III. Loans and Loan Guarantees
A. Long-term Loans and Loan Guarantees for Companies Considered Creditworthy
Comment 7. Bethlehem states that the use of present value methodology in the
Department's loan calculations is unnecessary in cases where the only difference between
the terms of the countervailable loan and the benchmark loan is the interest rate.
DOC Position. The Department applies the present value methodology in its loan
calculations because, as explained above in this appendix, it allows us to countervail only
the net subsidy in cases where, because of a payment holiday in the early life of the loan,
the annual payments on the subsidized loan are greater than those on the unsubsidized
loan. While it is true that the present value method normally does not produce a result
that is materially different from that of a calculation based only on the difference between
repayment schedules, it allows us to treat all loans in a like manner. For the sake of
consistency, therefore, we continue to use the present value method in all of our
long-term loan calculations.
Comment 8. The Four assert that the Department should not declare a loan not
countervailable on the basis that unspecified amounts of additional charges, such as
guarantees, currency exchange requirements, or security, raise the effective cost of the
loan at issue above those on the benchmark loan. Rather, the Department must choose a
benchmark and compare it with the potentially countervailable loan.

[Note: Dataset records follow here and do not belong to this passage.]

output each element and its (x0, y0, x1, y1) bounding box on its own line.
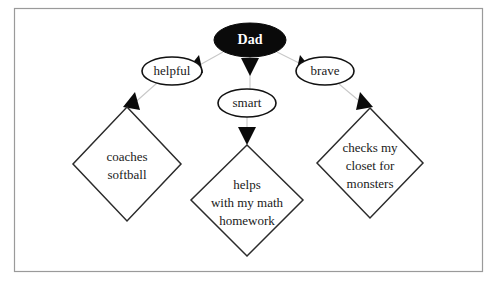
checks-closet-monsters-line-2: closet for (346, 158, 395, 173)
coaches-softball-line-1: coaches (106, 149, 147, 164)
arrowhead-helpful-coaches (123, 92, 140, 110)
helps-math-homework-line-2: with my math (211, 195, 284, 210)
arrowhead-brave-checks (356, 92, 373, 110)
checks-closet-monsters-line-3: monsters (347, 176, 394, 191)
brave-label: brave (311, 63, 340, 78)
node-checks-closet-monsters[interactable]: checks my closet for monsters (317, 108, 423, 218)
node-coaches-softball[interactable]: coaches softball (73, 107, 181, 221)
helps-math-homework-line-1: helps (233, 177, 260, 192)
node-smart[interactable]: smart (218, 89, 276, 117)
node-helpful[interactable]: helpful (142, 57, 202, 85)
coaches-softball-diamond (73, 107, 181, 221)
arrowhead-smart-helps (238, 127, 256, 145)
helps-math-homework-line-3: homework (219, 213, 275, 228)
diagram-canvas: Dad helpful smart brave coaches softball… (0, 0, 496, 285)
helpful-label: helpful (154, 63, 191, 78)
coaches-softball-line-2: softball (108, 167, 147, 182)
node-dad[interactable]: Dad (214, 23, 286, 57)
node-helps-math-homework[interactable]: helps with my math homework (191, 145, 303, 256)
dad-label: Dad (238, 32, 263, 47)
checks-closet-monsters-line-1: checks my (342, 140, 398, 155)
arrowhead-dad-smart (241, 58, 259, 76)
smart-label: smart (233, 95, 262, 110)
node-brave[interactable]: brave (296, 57, 354, 85)
concept-map-diagram: Dad helpful smart brave coaches softball… (0, 0, 496, 285)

DOC Position. We agree. Before a loan can be considered not countervailable, we compare
the quantifiable terms of the alleged countervailable loan with a commercial benchmark.
Where possible, we compare the cost of the government guarantee with that of a
commercial guarantee.
B. Loans and Loan Guarantees to Companies Considered Uncreditworthy
Comment 9. The Four propose an alternative, which it terms the "creditworthiness
proxy," to our risk premium methodology as a means of valuing long-term loans to
uncreditworthy companies. This alternative involves calculating the minimum cash flow
available to cover interest charges that is considered necessary by lenders before they
will give a company a commercial loan. The difference between the company's actual cash
flow and the minimum cash flow amount should be treated as a grant. This method, the
Four point out, is relatively easy to administer and serves as a reasonable proxy for the
effect of government involvement on the company's ability to borrow on the market. The
Four provide statements of experts in support of this method.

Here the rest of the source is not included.